● **What is required**: Please repeat, exactly as written, the line containing "Describe the element at coordinates (720, 22)" and every line after it through the end of the records below, leaving out any pictures.

● **Exercise data**:
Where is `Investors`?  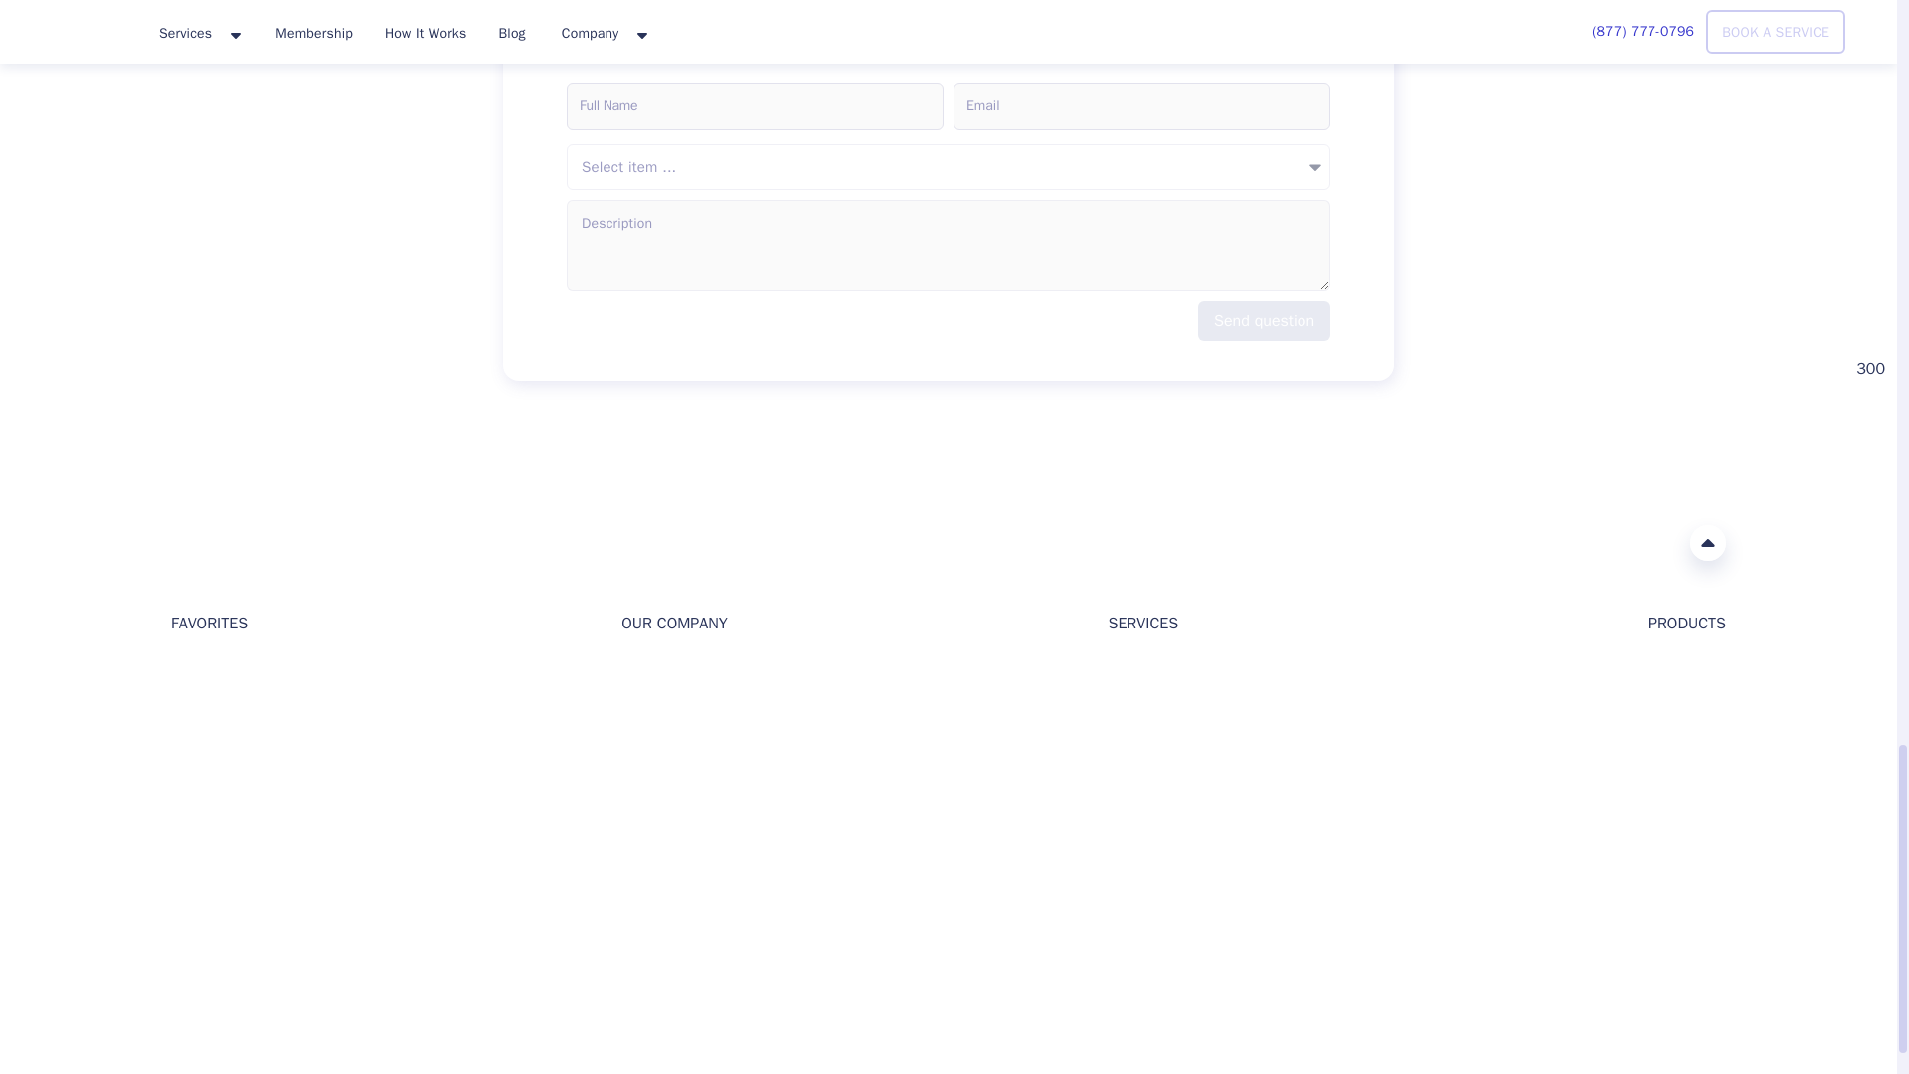
Investors is located at coordinates (650, 703).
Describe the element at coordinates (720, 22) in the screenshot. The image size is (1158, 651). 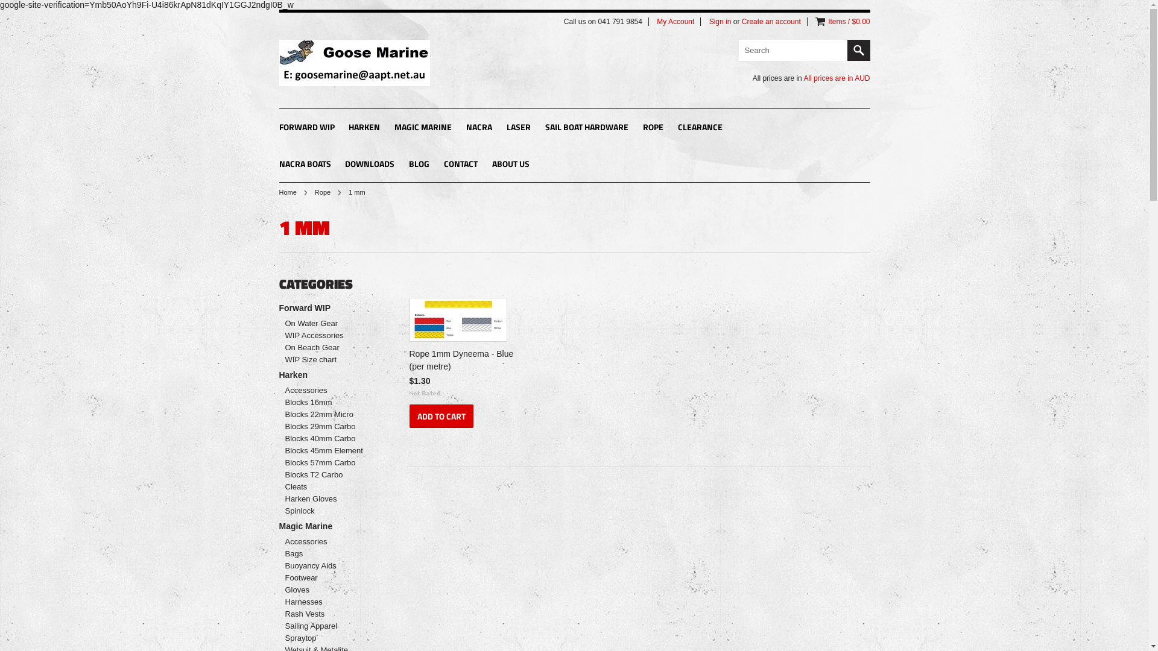
I see `Sign in` at that location.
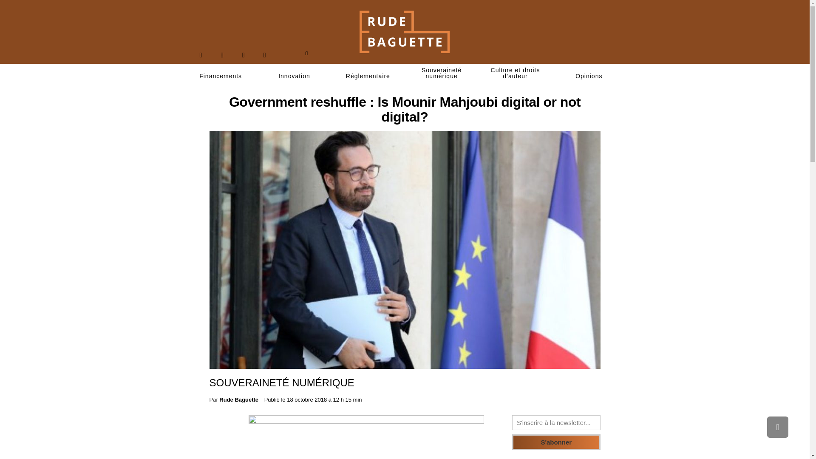 The height and width of the screenshot is (459, 816). Describe the element at coordinates (777, 426) in the screenshot. I see `Scroll to top` at that location.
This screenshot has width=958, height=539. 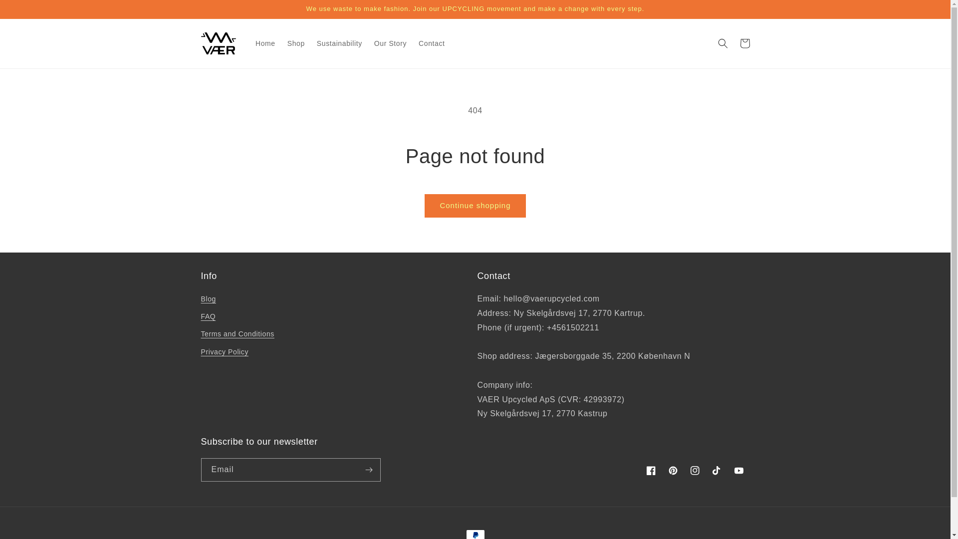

● **Solution to the problem**:
Describe the element at coordinates (720, 22) in the screenshot. The image size is (1158, 651). 
I see `Sign in` at that location.
 The height and width of the screenshot is (459, 816). Describe the element at coordinates (777, 426) in the screenshot. I see `Scroll to top` at that location.
This screenshot has width=958, height=539. 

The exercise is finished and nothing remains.